India has denounced China’s decision to continue blocking U.S.-led efforts to blacklist the leader of the Pakistan-based terrorist group Jaish-e-Mohammed (JEM).
“It is our understanding that this was a classic counterterrorism proposal meant to proscribe a dreaded terrorist leader Masood Azhar whose organization the Jaish-e-Muhammed has already been proscribed by the UN 1267 Committee,” declared Vikas Swarup, a spokesperson for India’s ministry of external affairs (MEA), according to Times of India. “We don’t view this as a bilateral matter between India and Pakistan but as an issue of global counter-terrorism. We hope that, eventually, China will also come around to accepting this view.”
“The American proposal had come just weeks after India’s efforts to get Azhar designated as a global terrorist by the UN were blocked by China in December,” notes Dawn.
Blacklisting the JEM leader would freeze his assets and impose and travel ban on him to several countries including Pakistan.
Azhar is also one of JEM’s founders.
“The group’s aim is to annex Indian-administered Kashmir to Pakistan and expel international forces from Afghanistan,” the U.S. State Department has reported. “JEM has openly declared war against the United States.”
The United States has officially designated the group a foreign terrorist organization.
India, China, and Pakistan have competing claims to the Muslim-majority Himalayan region of Kashmir, home to several deadly clashes between nuclear-armed neighbors India and Pakistan last year.
On January 19, all members of the 15-nation U.N. Security Council, except China, joined the United States in pushing to blacklist JEM leader Azhar.
Nevertheless, China claimed that a lack of consensus led to the failure of the U.S.-led effort.
Although China is the only country to block the ban, its vote prevented the U.N. from banning the terrorist group leader.
“The US, supported by the United Kingdom and France, moved a proposal at the United Nations Security Council Sanctions Committee to blacklist the JeM chief in what was seen as a show of solidarity with India,” reports Dawn.
“China’s ‘hold’ remains for six months and can be extended by three months,” it adds. “During that period, it can be converted into a ‘block,’ thereby ending the life of the proposal.”
India’s Swarup dismissed China’s suggestion that India and Pakistan should discuss the issue.
Pakistan “has stood in the way of a peaceful bilateral dialogue” with India, said the ministry spokesperson. “It is high time Pakistan gets the diagnosis of the problem right. It should not remain in denial on the impact of cross-border terrorism on the bilateral relationship. Both the problem and its solution are within Pakistan’s reach.”
Indian and Pakistani forces clashed several times last year at and around their mutual border in Kashmir resulting in casualties on both sides.
China, the world’s third-largest arms supplier, provides more weapons to Pakistan than any other country and helps to build and maintain the Muslim-majority country’s nuclear reactors.
Beijing has remained in the shadows of the Kashmir dispute between Pakistan and India.
However, Indian media outlets in October 2016 accused anti-India jihadists linked to JEM and Lashkar-e-Taiba (LET) of waving Chinese and Pakistani flags during demonstrations on the Indian-held portion of Kashmir.
The United States has also deemed the Kashmir-based LET a terrorist group.
In a report to Congress last year, the U.S.-China Economic and Security Review Commission noted that the “threat of extremism and terrorism facing China” is growing.
Islamic terrorist activities, primarily stemming from Pakistan and to a lesser extent Afghanistan, “have become more frequent and high profile” in China, adds the report.
Nevertheless, China continues to provide military and economic support to Pakistan.
The State Department has linked JEM to the death of Americans.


= Aim of the exercise =
What are the lines from the one with "has height=639, width=926." through the end of the records below, written out exactly and without the pictures?
========================================
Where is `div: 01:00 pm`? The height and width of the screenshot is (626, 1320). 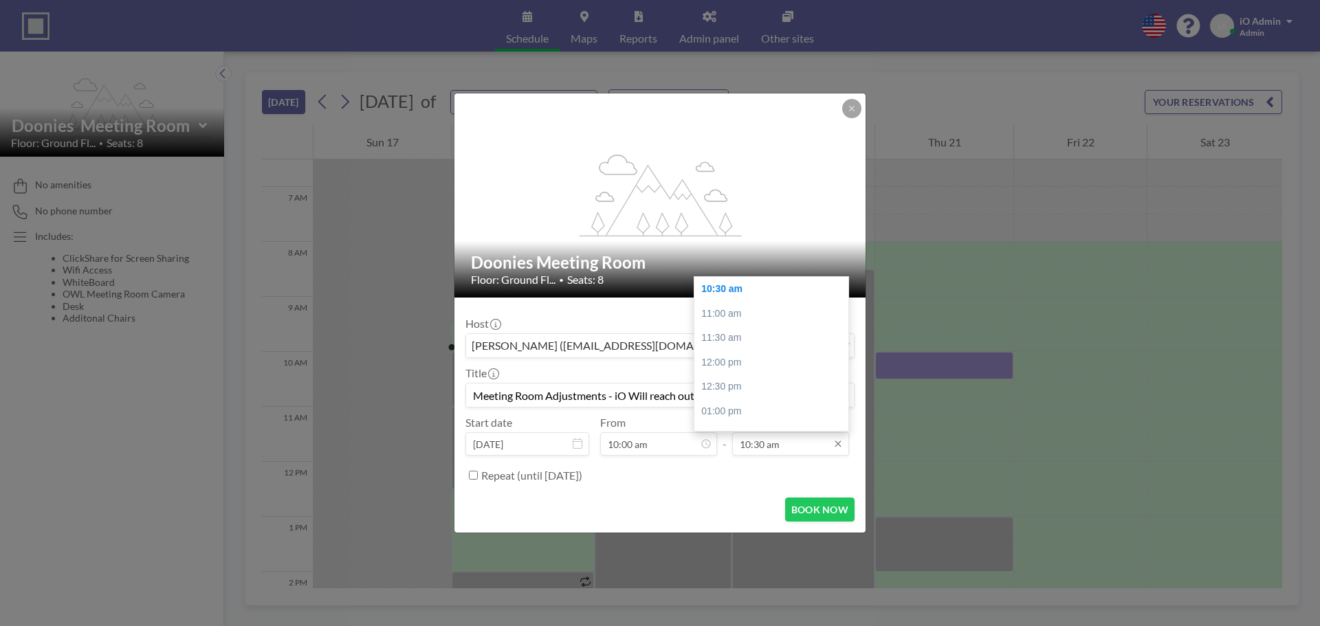 div: 01:00 pm is located at coordinates (775, 412).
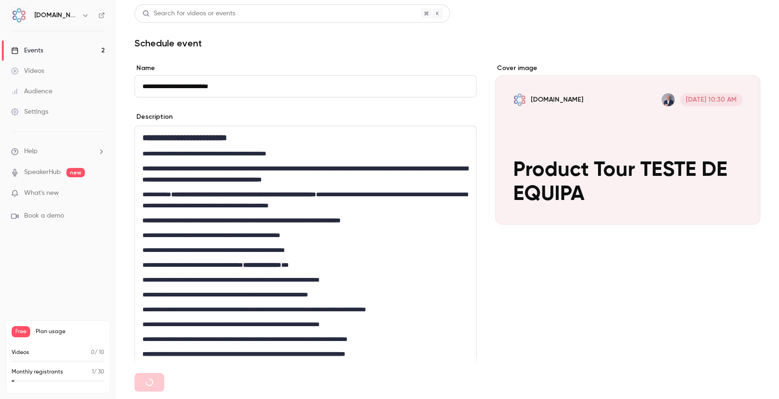 Image resolution: width=779 pixels, height=399 pixels. Describe the element at coordinates (32, 91) in the screenshot. I see `div: Audience` at that location.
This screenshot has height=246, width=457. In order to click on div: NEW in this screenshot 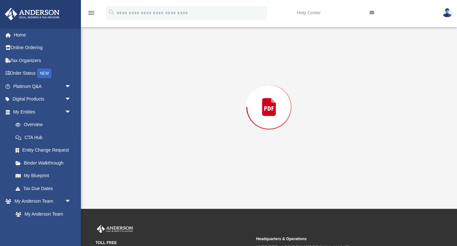, I will do `click(44, 73)`.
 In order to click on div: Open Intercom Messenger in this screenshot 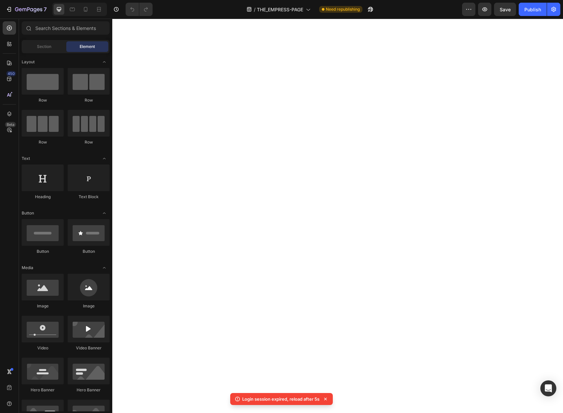, I will do `click(549, 389)`.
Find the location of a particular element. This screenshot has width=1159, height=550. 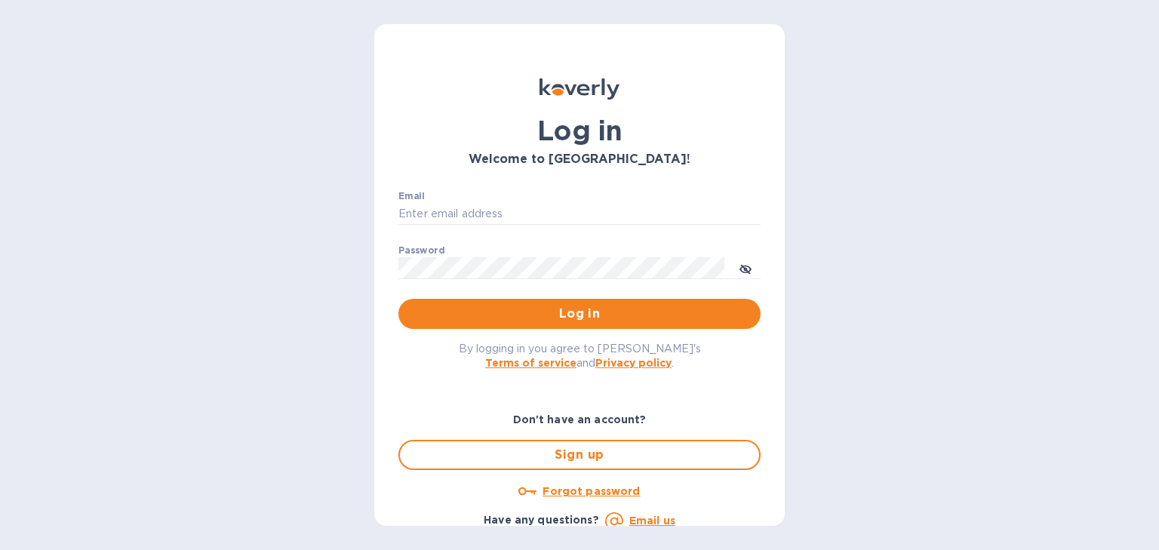

label: Password is located at coordinates (421, 250).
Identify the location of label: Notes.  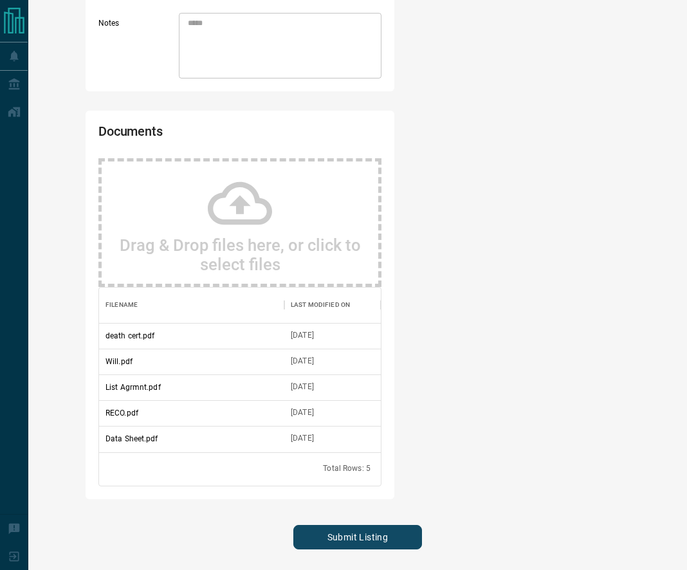
(137, 48).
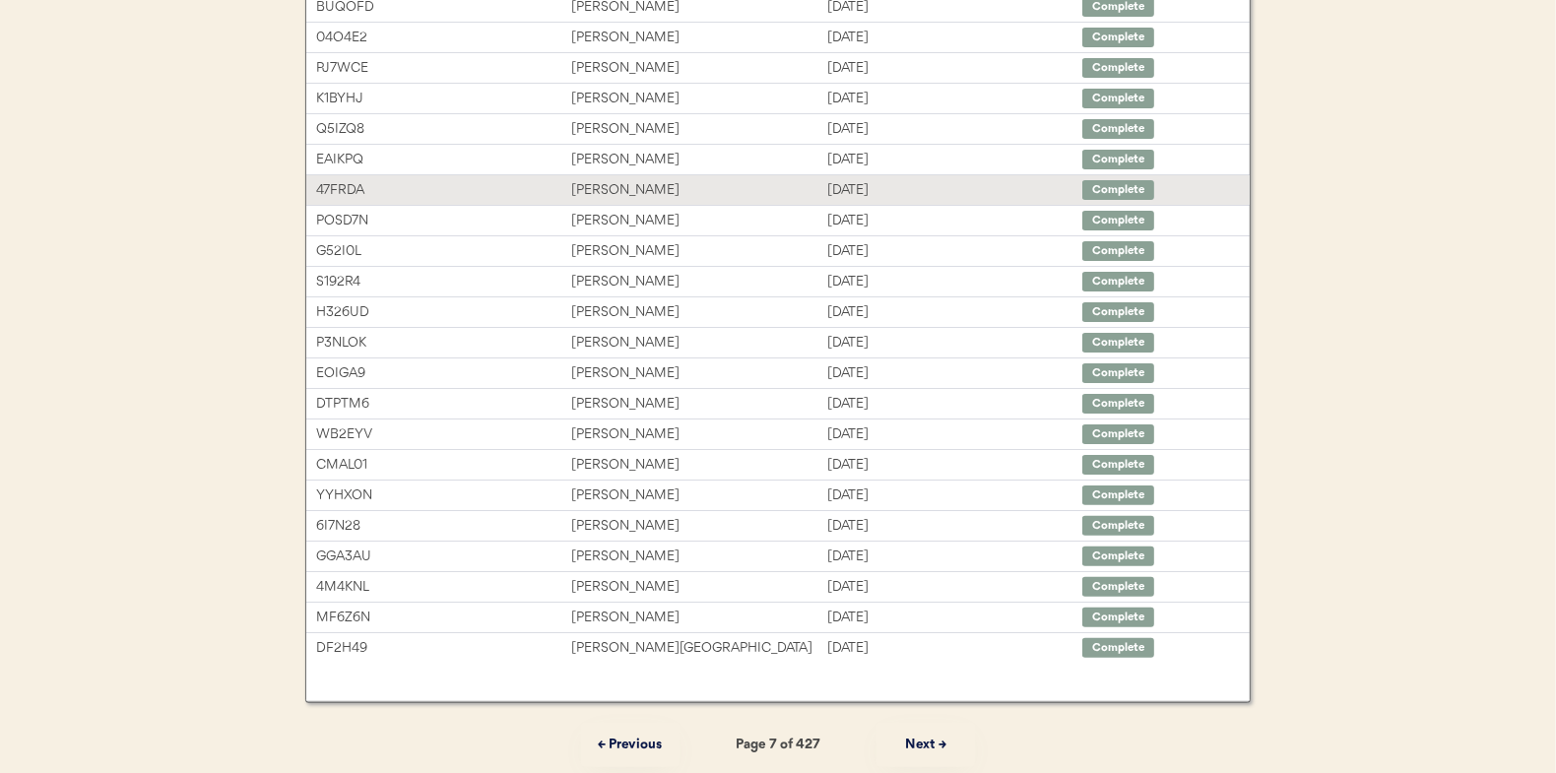 This screenshot has width=1556, height=773. What do you see at coordinates (443, 526) in the screenshot?
I see `div: 6I7N28` at bounding box center [443, 526].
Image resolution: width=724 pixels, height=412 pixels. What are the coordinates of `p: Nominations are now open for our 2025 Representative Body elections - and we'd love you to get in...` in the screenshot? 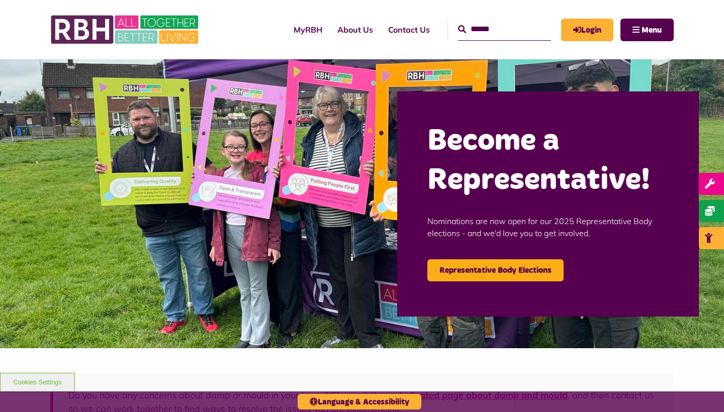 It's located at (548, 227).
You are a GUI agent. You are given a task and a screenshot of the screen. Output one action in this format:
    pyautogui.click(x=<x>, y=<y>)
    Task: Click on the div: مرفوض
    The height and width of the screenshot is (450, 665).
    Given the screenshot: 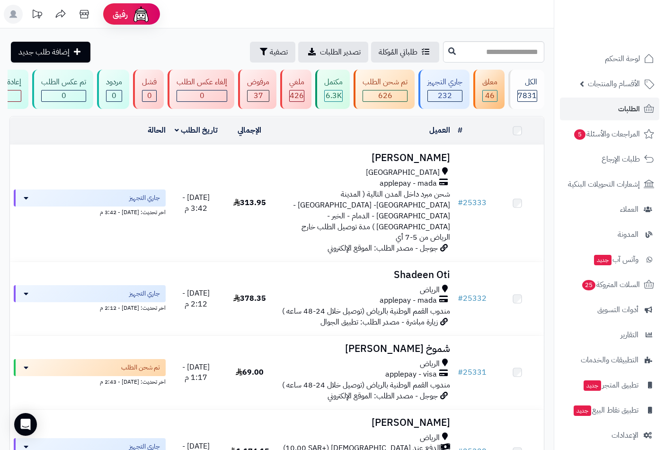 What is the action you would take?
    pyautogui.click(x=258, y=82)
    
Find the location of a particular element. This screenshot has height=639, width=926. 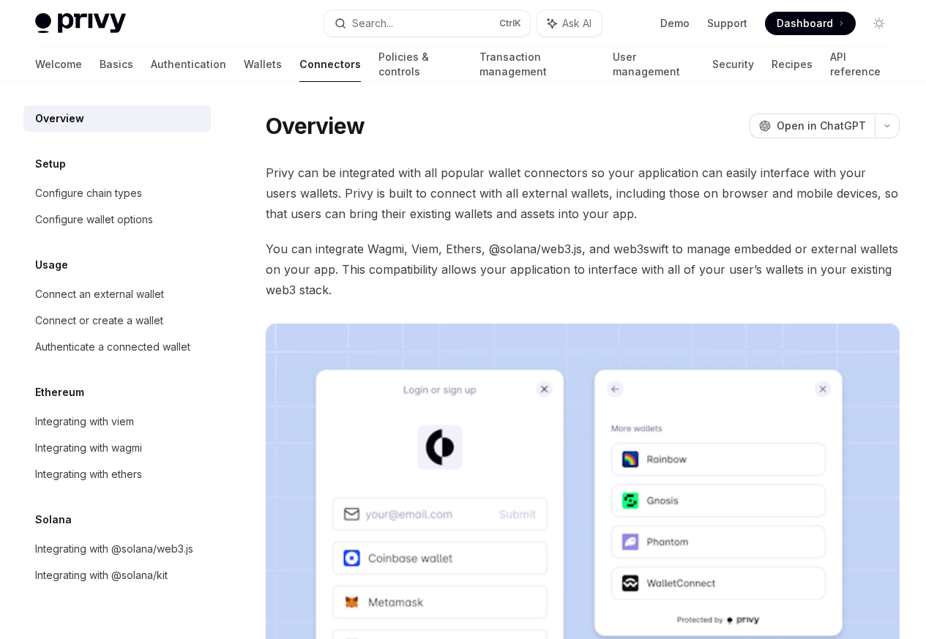

a: Authenticate a connected wallet is located at coordinates (117, 347).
========================================
= Response to this task =
Find the location of a particular element. This screenshot has height=639, width=926. 

a: Authenticate a connected wallet is located at coordinates (117, 347).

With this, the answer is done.